Pagina 62 - The poet's eye, in a fine frenzy rolling, Doth glance from heaven to earth, from earth to heaven, And, as imagination bodies forth The forms of things unknown, the poet's pen Turns them to shapes, and gives to airy nothing A local habitation and a name. Such tricks hath strong imagination, That, if it would but apprehend some joy, It comprehends some bringer of that joy; •• Or in the night, imagining some fear, How easy is a bush supposed a bear?
Pagina 139 - His mind and hand went together ; and what he thought, he uttered with that easiness, that we have scarce received from him a blot in his papers.
Pagina 4 - But earthlier happy is the rose distill'd Than that which, withering on the virgin thorn, Grows, lives, and dies in single blessedness.
Pagina 54 - My hounds are bred out of the Spartan kind, So flew'd, so sanded; and their heads are hung With ears that sweep away the morning dew; Crook-knee'd and dew-lapp'd like Thessalian bulls; Slow in pursuit, but match'd in mouth like bells, Each under each.
Pagina 149 - This pencil take (she said), whose colours clear Richly paint the vernal year : Thine, too, these golden keys, immortal Boy! This can unlock the gates of Joy; Of Horror that, and thrilling Fears, Or ope the sacred source of sympathetic Tears.

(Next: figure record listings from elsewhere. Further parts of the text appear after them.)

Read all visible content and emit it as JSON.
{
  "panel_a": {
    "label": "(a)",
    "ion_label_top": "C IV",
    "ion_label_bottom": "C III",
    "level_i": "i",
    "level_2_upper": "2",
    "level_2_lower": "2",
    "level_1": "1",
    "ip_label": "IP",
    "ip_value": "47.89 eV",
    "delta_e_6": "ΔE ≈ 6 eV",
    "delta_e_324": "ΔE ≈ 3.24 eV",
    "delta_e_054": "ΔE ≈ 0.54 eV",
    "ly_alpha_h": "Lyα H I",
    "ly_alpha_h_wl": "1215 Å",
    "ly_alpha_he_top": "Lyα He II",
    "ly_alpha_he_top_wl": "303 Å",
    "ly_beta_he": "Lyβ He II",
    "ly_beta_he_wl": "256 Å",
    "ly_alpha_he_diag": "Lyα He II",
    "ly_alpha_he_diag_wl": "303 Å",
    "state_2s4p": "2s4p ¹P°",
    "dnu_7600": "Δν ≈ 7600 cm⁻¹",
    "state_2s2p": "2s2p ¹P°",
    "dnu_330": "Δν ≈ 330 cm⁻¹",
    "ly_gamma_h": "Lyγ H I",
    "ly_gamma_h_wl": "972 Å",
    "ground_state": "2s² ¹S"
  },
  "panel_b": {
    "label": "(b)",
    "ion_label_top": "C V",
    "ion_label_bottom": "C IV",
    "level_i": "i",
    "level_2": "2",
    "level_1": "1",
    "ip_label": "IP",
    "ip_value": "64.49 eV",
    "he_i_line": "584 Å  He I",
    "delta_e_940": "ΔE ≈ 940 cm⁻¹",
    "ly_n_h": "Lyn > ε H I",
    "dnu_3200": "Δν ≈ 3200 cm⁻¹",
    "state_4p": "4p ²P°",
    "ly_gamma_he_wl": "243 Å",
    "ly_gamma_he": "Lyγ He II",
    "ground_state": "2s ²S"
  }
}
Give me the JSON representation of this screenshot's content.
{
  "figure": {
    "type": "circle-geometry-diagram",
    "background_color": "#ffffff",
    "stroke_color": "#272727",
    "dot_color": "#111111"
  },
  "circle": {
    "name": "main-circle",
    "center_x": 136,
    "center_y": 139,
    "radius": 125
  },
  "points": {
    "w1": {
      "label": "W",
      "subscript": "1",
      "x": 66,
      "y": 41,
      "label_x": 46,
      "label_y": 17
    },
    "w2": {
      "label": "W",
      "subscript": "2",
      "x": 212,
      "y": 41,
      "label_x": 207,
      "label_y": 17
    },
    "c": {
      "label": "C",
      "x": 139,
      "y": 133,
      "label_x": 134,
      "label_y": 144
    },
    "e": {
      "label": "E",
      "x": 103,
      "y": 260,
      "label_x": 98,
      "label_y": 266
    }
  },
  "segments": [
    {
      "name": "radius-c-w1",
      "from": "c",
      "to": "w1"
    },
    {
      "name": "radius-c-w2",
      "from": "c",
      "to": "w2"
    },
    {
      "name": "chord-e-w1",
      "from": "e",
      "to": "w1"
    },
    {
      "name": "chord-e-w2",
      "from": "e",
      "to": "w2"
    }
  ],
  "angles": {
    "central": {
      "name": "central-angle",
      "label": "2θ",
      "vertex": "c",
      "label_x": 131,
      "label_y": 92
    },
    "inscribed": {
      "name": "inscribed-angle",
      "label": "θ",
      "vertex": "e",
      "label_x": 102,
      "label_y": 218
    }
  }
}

Pagina 6 - Making it momentary as a sound, Swift as a shadow, short as any dream ; Brief as the lightning in the collied night, That, in a spleen, unfolds both heaven and earth. And ere a man hath power to say, — Behold ! The jaws of darkness do devour it up : So quick bright things come to confusion.
Pagina 167 - tis your thoughts that now must deck our kings; Carry them here and there ; jumping o'er times, Turning the accomplishment of many years Into an hour-glass : for the which supply, Admit me Chorus to this history ; Who prologue-like your humble patience pray, Gently to hear, kindly to judge, our play.

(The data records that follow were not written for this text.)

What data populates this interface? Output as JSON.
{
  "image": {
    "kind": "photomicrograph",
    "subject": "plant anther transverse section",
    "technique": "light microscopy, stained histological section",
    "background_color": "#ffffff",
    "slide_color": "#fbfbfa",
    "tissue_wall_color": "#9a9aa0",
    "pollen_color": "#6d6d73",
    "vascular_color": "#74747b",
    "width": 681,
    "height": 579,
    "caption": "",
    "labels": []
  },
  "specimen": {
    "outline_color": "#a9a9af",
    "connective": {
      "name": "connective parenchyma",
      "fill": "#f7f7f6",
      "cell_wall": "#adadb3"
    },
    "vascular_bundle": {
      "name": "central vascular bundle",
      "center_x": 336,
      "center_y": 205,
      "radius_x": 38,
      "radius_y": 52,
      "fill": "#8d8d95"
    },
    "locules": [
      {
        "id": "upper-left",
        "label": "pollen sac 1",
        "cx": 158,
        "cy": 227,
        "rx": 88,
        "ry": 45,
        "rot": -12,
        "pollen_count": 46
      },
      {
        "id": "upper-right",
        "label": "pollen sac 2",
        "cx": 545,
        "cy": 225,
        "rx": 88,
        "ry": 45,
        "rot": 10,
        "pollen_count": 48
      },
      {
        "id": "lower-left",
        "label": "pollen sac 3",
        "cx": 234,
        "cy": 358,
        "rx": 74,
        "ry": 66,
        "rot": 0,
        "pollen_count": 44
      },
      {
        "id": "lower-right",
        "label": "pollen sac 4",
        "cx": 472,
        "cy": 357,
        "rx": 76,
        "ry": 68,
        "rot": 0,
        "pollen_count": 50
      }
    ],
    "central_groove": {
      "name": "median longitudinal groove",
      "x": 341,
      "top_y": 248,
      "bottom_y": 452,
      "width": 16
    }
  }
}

Pagina 17 - Fetch me that flower; the herb I show'd thee once: The juice of it on sleeping eyelids laid Will make or man or woman madly dote Upon the next live creature that it sees.
Pagina 17 - Flying between the cold moon and the earth, Cupid all arm'd ; a certain aim he took At a fair vestal, throned by the west ; And loos'd his love-shaft smartly from his bow, As it should pierce a hundred thousand hearts : But I might see young Cupid's fiery shaft Quench'd in the chaste beams of the watery moon ; And the imperial votaress passed on, In maiden meditation, fancy-free.